You may have heard: SHARI’AH IS COMING! SHARI’AH IS COMING!
All because a group of New York Muslims want to build a MOSQUE AT GROUND ZERO!
Only it’s not exactly a mosque—tho’ the Cordoba Institute will contain a mosque—and it’s not at the former World Trade Center site.
Still, I wondered just where this vessel of Mohammadean infiltration was—not just on the map, but in terms of the neighborhood.
This is the general area:
If I had any kind of skillz, I’d be able to put a little doohickey in there to show you exactly where the building is, but you’re smart, you can see that it’s right at the tip of the red arrow on Park Place.
But what does it look like, really?
(Apologies for the poor quality of all shots to follow; I shot these on the fly over my lunch hour with my point-and-shoot . Click on any of the shots or of the maps to make big. Or at least, visible.)
So here it is: 45-47 Park Place, located between Church and West Broadway, two blocks north of Vesey (which is itself the northern border of the re-construction zone).
I think the above shot is 45, and this one, 47:
Regardless, the building itself was denied landmark status today, which means it can be torn down for the HEADQUARTERS OF JIHAD!
And what else occupies such sacred territory?
In short, a bar and a market—the ‘Amish Market’.
Lots of bars and markets in the ‘shadow of Ground Zero’:
And sundry other shops:
There are Starbucks and pizza joints, Chinese and Korean and French and Japanese restaurants. . .
And, of course, let’s not forget this spot, south of Ground Zero:
And that lingerie shop? Advertises ‘peep show’ in its window.
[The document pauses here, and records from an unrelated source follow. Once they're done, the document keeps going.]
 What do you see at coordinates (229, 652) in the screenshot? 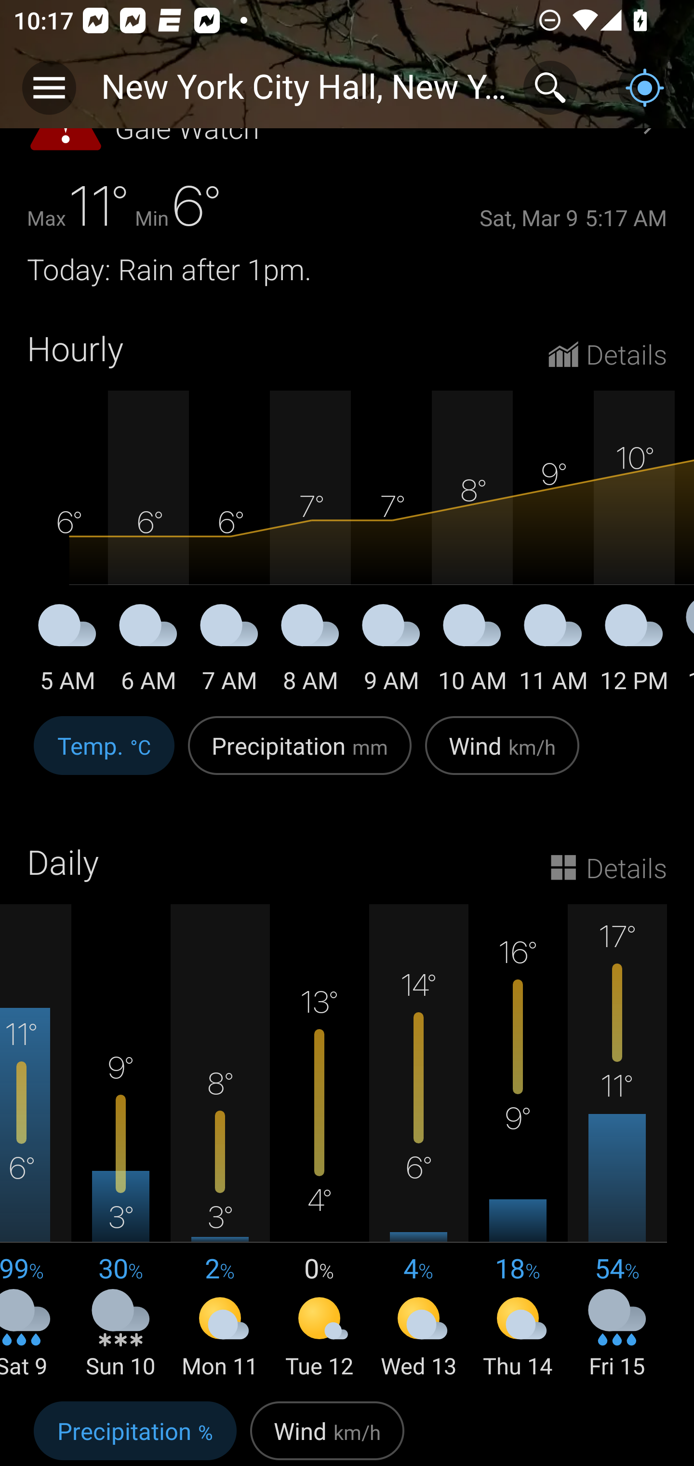
I see `7 AM` at bounding box center [229, 652].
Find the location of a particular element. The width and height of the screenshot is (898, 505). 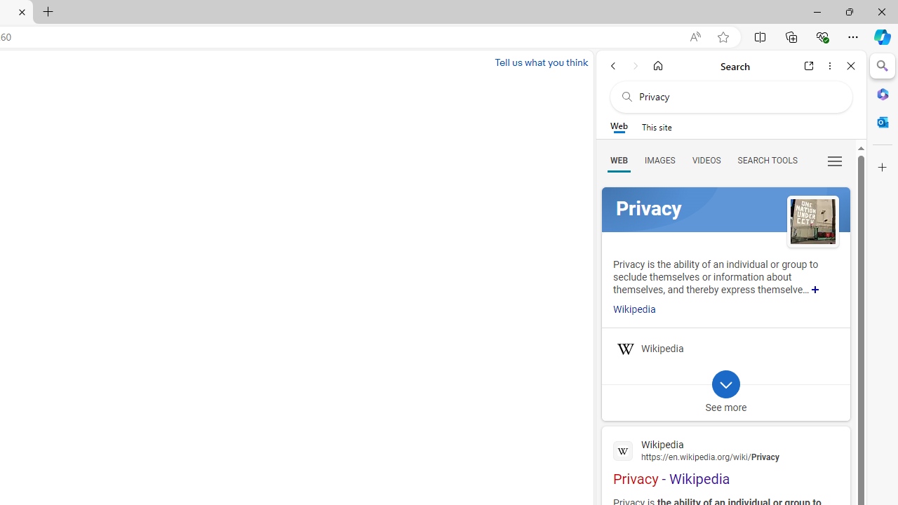

Class: b_serphb is located at coordinates (834, 161).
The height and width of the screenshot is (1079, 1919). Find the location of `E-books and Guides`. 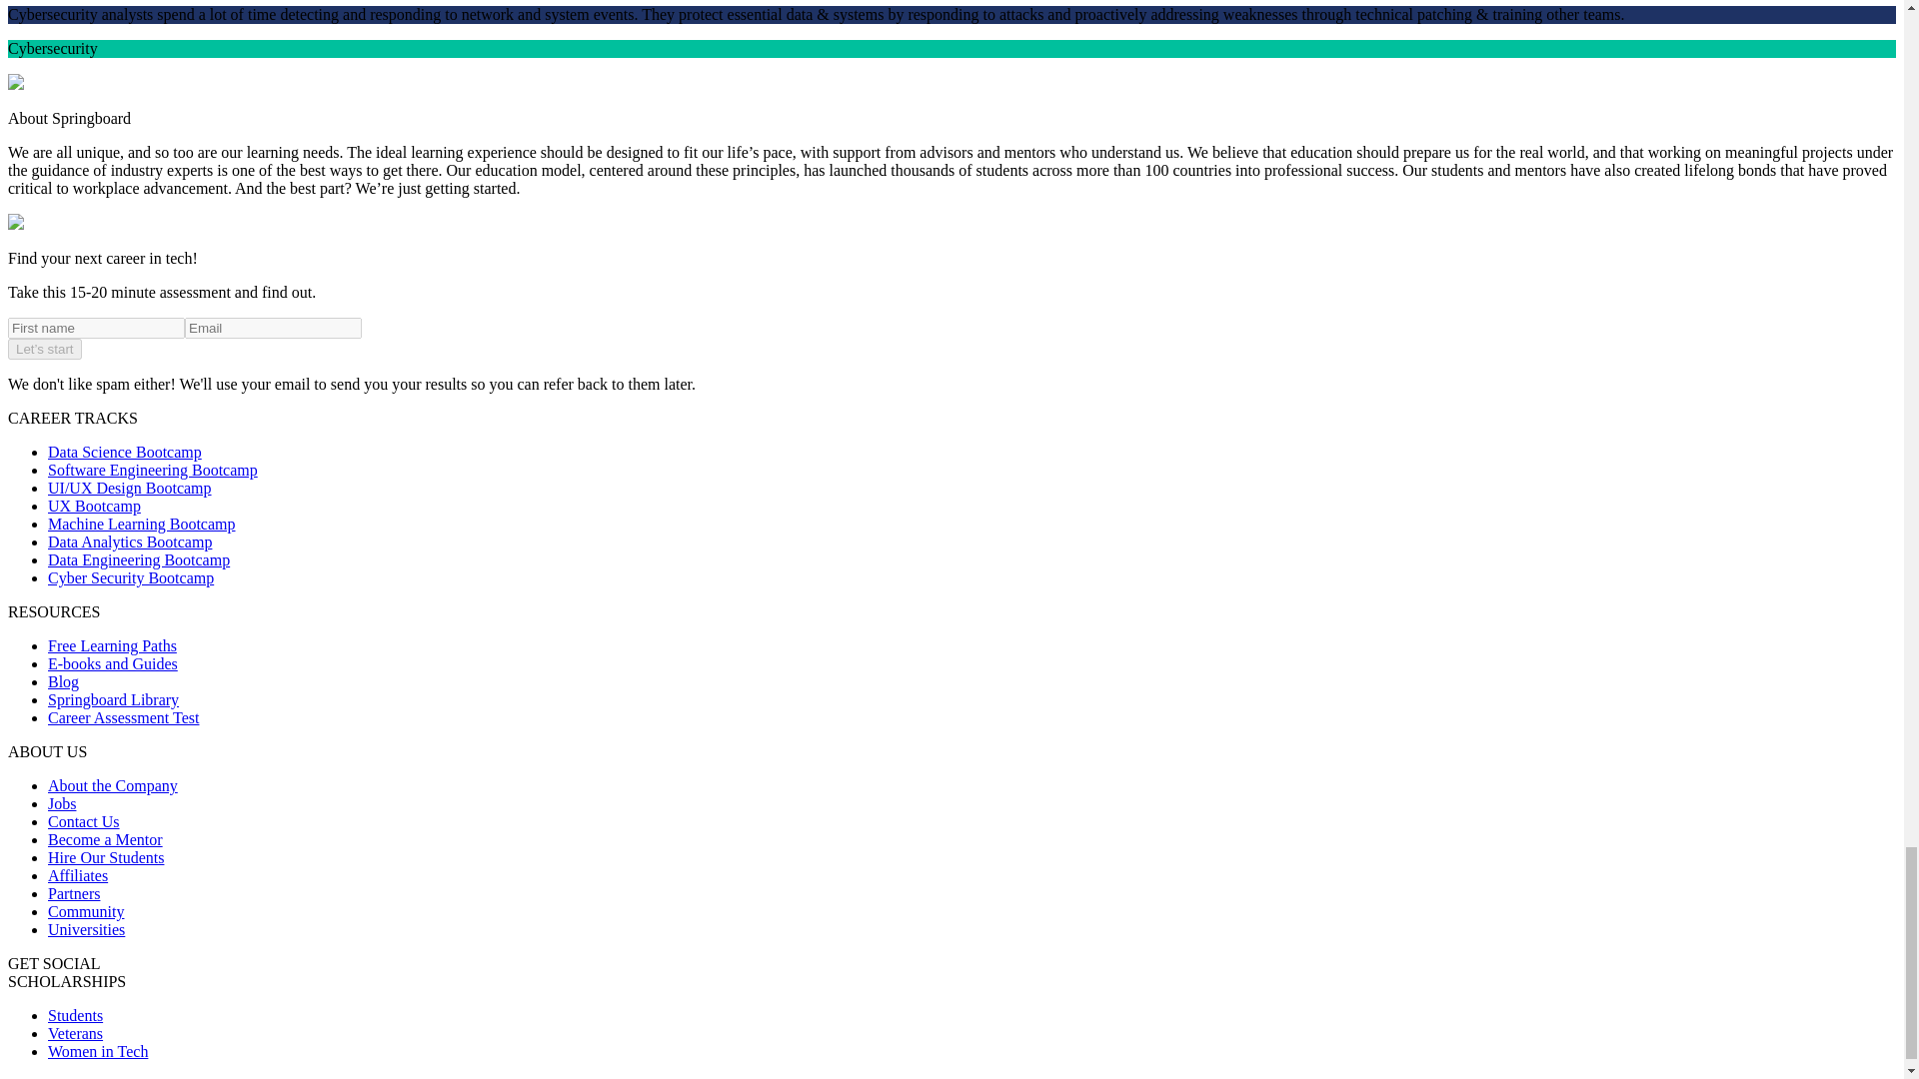

E-books and Guides is located at coordinates (113, 664).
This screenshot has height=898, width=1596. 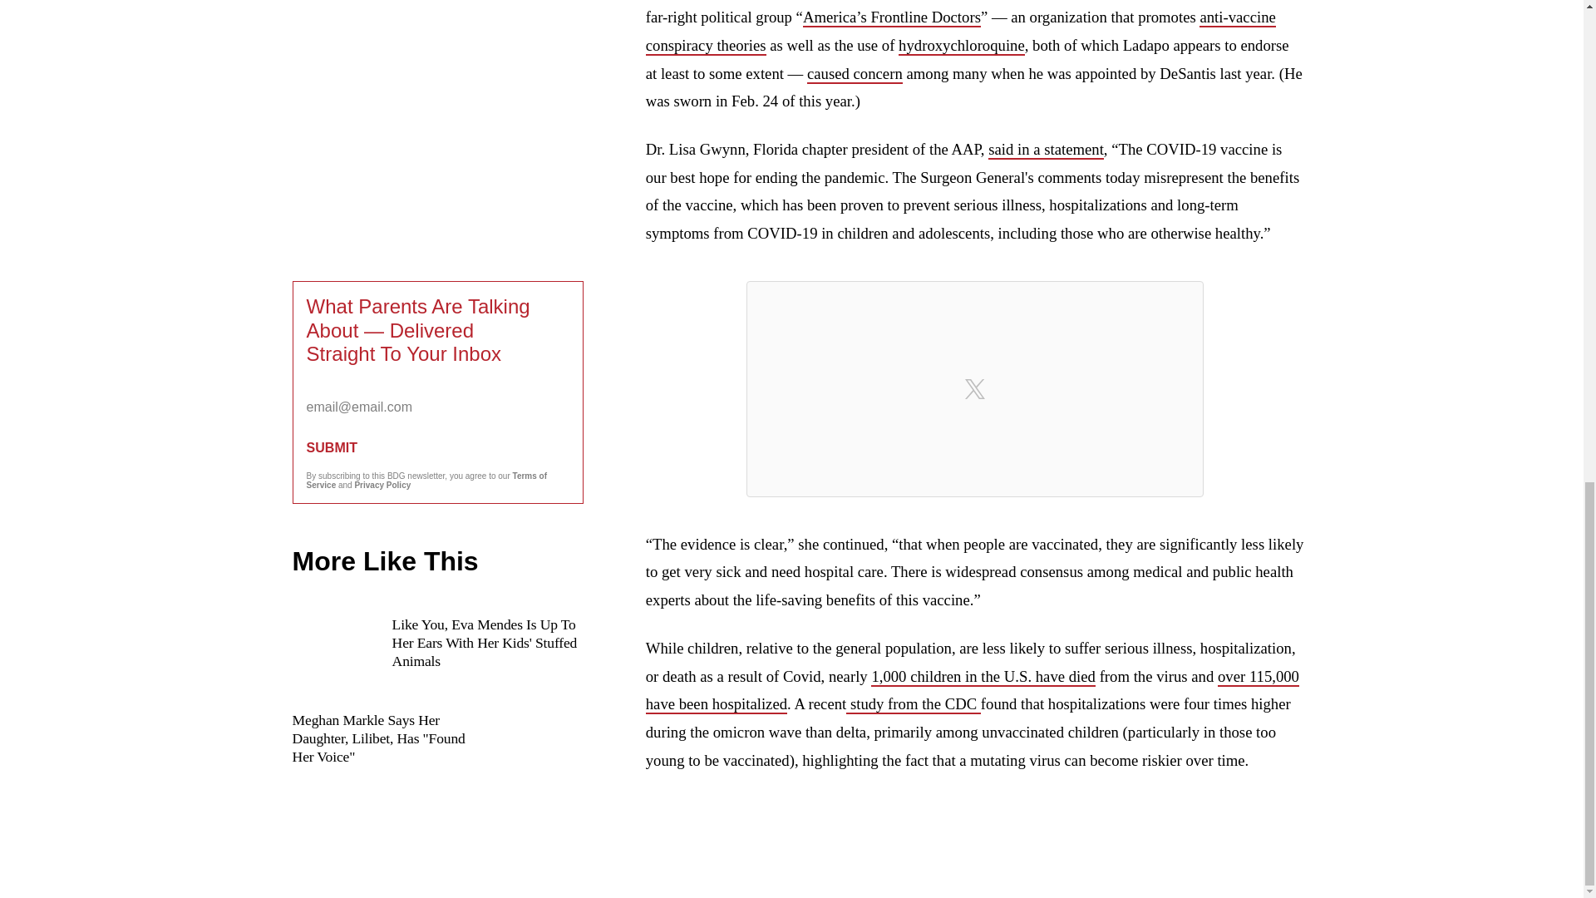 What do you see at coordinates (913, 703) in the screenshot?
I see `study from the CDC` at bounding box center [913, 703].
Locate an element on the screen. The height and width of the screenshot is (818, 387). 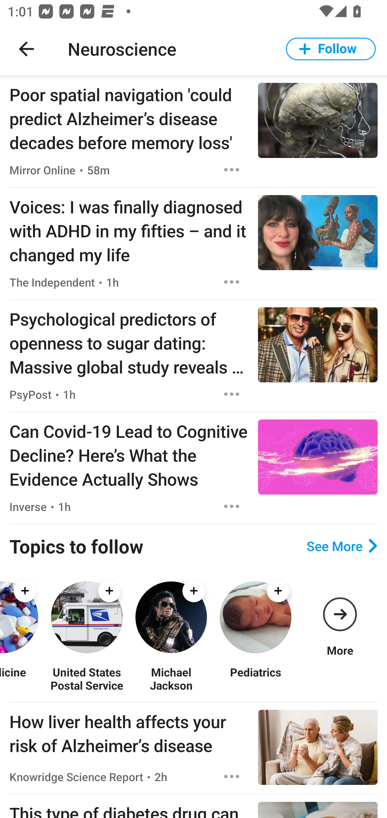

Where is this in relation to the site?
This is what you see from the proposed Cordoba Institute site:
Not exactly ‘looming over’ Ground Zero.
And dhimmis have their places, too:
And the quiet spots:
What does this all mean?
I don’t know. What does it mean to have a department store—Century 21—-adjacent to the site? What does it mean you can buy t-shirts and baseball caps and coffee and pizza and sushi and hot dogs and pretzels and *gasp* halal food around and next to and overlooking the place where almost 3000 people died?
A place in the middle of the largest city of the country, a city which never stops, never sleeps, where people may pause and mourn and reflect—and live.
I have been so tremendously angry at those current- and former- and half-politicians and pundits and alleged civil rights organizations who and which spew fear and loathing, trying to make us afraid and mean and small.
So let me, uncharacteristically, respond to anger with affection, even love:
This is my city; this is New York City.
It is big and it is tough, but it isn’t mean, and it shouldn’t be small.
Let us be large, let us be mixed-up and loud and jostling and gesturing and Jewish and Muslim and Christian and Hindu and Sikh and Voudou and pagan and heretic and agnostic and atheist and conservative and liberal and radical and apathetic and hustling and napping and dancing and falling down and flirting and singing and praying and chanting and arguing and mourning and laughing and embracing and letting go and everything everything everything that we have always been and always became and always will be.
Let us be all of that and everything more. Let us be New York City.
And I’ll refrain from telling the loathsome lot of you to fuck off. Even though that’s a New York thing to do, too.